As incidents happen we ask why an employee put themselves at risk and got hurt when we clearly told them not to get hurt. Did they not listen, did they want to get hurt or just not care? Or did we send mixed messages and confusing requests that encouraged rushing and mistakes? Normally the second example is closer to the root cause but never resolved. Instead we let the employee know they didn't act safely, leading to an accident and discipline them for the error.

This may work in the short term but if you just discipline the employee the problem will reoccur at some point. This was most recently explained to me in a very simple way. You are now practicing for the next injury to occur by not correcting the real cause. By not addressing the root cause you are only fooling yourself and practicing for the next injury as you continue the same behavior.

While there are many systems and approaches to address behavior change a starting point might be a clear and focused safety message. A clear message makes it easy for people to remember and if delivered properly can change at risk behavior. Providing a low-cost high reward opportunity to push your programs and reduce your injuries.
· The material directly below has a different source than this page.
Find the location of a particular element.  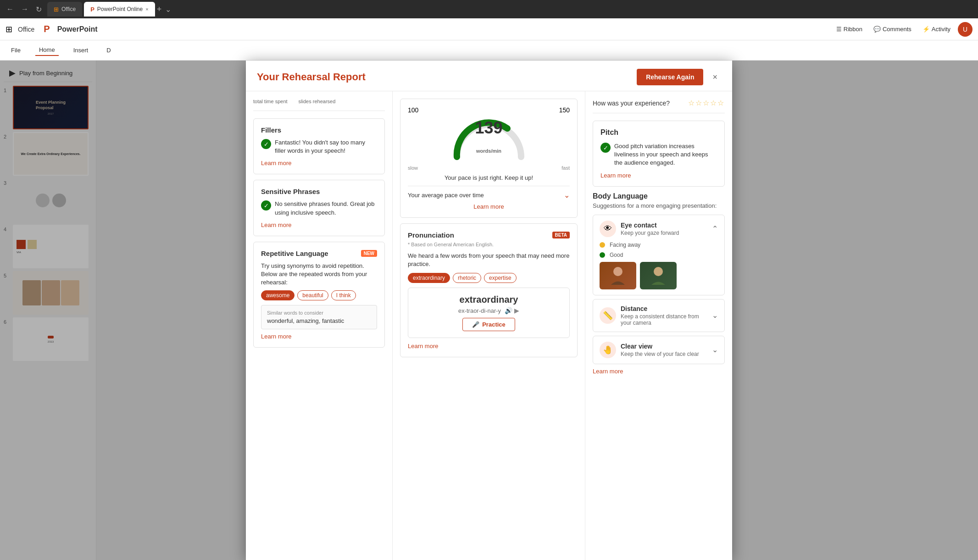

Consider utilizing a simple message that is very repeatable. An example might be Zero Injuries - Yes we can. This is very short, easy for anyone to repeat and couples a goal with an action. Once you have your short simple safety message you have to find simple ways to keep in front of all employees. One idea is to have all supervisors repeat the message before each shift. An example from the show Hill Street Blues that ended each pre-shift meeting with let's be careful out there. Anyone who watched that show knows that line and remembers it.

Finding many ways to automatically repeat your simple message will get people to automatically remember it over time and naturally try to make it happen. The natural progression from an impossible goal to a repeatable simple message that employees remember will help form a habit of safe behaviors over time. Getting employees to make better decision and understand what you expect.